Jo Peel: London Prints for a City That Won't Sit Still
A primer on the Sheffield-born printmaker drawing London's cafés,
towers and building sites before the cranes get there.
There's a specific kind of London that disappears the second you stop paying attention. The greasy-spoon facade that was there last week. The estate that's "being modernised". The Brick Lane bagel place at 3am that somehow still exists. Jo Peel has spent years drawing it before the developers do. If you don't already know her work, this is the easy entry point. If you do, here are the prints worth looking at on Atom right now.
Who is Jo Peel?
Jo Peel is a Sheffield-born painter, printmaker, animator and filmmaker who studied Illustration at Falmouth and has been showing and selling work since the late 2000s. The throughline of everything she does is urban change — the way a city quietly rewrites itself when nobody's watching, and what gets paved over in the process. Her
drawings tend to lock down the unglamorous bits: scaffolding, shopfronts, half-built blocks, the back of a tower seen from the wrong side of the road.
She's worked with clients including Chanel, the Southbank Centre and Queen Elizabeth Olympic Park, and shown at venues like the Millennium Gallery in Sheffield and Ben Oakley Gallery in London. So the work plays at scale, but the prints are where it actually lives.
Peel's London catalogue at Atom is essentially a paper map of places real people care about. Beigel Bake on Brick Lane. E Pellici, the listed Italian café in Bethnal Green that's been feeding the East End since 1900. Olympic Park in pink. The Barbican, drawn like brutalism finally got the soft lighting it deserves. Trellick Tower in different colourways — Northern Lights, Tequila Sunrise — Erno Goldfinger's much-fought-over slab, rendered as a cult object rather than a planning row.
The trick with Peel is that she's not selling postcards. The line work is precise, the colour blocks are flat and confident, and the framing tends to crop the city in places that feel lived-in rather than touristy. Hang one of these and it'll out-pretty most "London at night" stock photography on sight.
Why this kind of print actually holds up at home
A lot of city prints look great in the gallery and dead on the wall. Peel's don't, mostly because she's drawing places people have a personal relationship with. Anyone who's queued for a salt beef bagel at 4am or had pie and mash at Pellici brings their own memory to the print, which does half the heavy lifting that art is supposed to do.

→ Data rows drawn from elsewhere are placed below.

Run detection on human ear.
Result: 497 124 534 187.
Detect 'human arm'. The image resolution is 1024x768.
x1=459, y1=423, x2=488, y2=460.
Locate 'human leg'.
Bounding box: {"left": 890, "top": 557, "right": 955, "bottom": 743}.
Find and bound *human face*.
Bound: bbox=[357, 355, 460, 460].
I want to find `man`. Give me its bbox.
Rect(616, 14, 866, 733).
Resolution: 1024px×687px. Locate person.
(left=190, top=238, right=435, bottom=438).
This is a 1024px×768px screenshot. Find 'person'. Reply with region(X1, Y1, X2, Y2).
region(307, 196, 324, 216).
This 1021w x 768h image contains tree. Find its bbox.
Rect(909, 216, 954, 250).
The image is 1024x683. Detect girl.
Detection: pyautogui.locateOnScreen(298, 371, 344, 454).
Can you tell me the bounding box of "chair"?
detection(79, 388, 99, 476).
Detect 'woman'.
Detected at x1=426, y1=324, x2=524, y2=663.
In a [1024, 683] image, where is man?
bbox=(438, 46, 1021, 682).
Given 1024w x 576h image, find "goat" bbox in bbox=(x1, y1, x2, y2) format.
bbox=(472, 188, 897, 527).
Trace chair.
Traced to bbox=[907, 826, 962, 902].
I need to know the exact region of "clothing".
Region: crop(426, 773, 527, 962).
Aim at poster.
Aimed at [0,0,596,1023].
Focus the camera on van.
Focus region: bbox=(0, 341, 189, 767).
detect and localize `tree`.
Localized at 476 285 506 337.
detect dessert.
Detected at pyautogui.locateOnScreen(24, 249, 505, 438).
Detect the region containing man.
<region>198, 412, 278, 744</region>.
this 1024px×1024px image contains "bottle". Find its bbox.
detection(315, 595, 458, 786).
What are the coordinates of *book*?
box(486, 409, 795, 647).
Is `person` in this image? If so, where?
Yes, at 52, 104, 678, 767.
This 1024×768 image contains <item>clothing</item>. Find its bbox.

They also play well with how people actually decorate now: a graphic limited-edition screenprint sits comfortably above a sofa, in a hallway, in a kitchen, in a small flat where you don't have room for an oil painting and don't want one anyway. Frame it properly and it punches way above its price tag.
Where to start
If you're new to Peel, pick the place you actually go to. The Brick Lane print if that's your patch, the Trellick if you grew up west, Pellici if you're East. If you're collecting more deliberately, look at the screenprints with the more limited editions and the original works on her artist page. Atom carries both, and the artist page is the cleanest way to see what's currently in.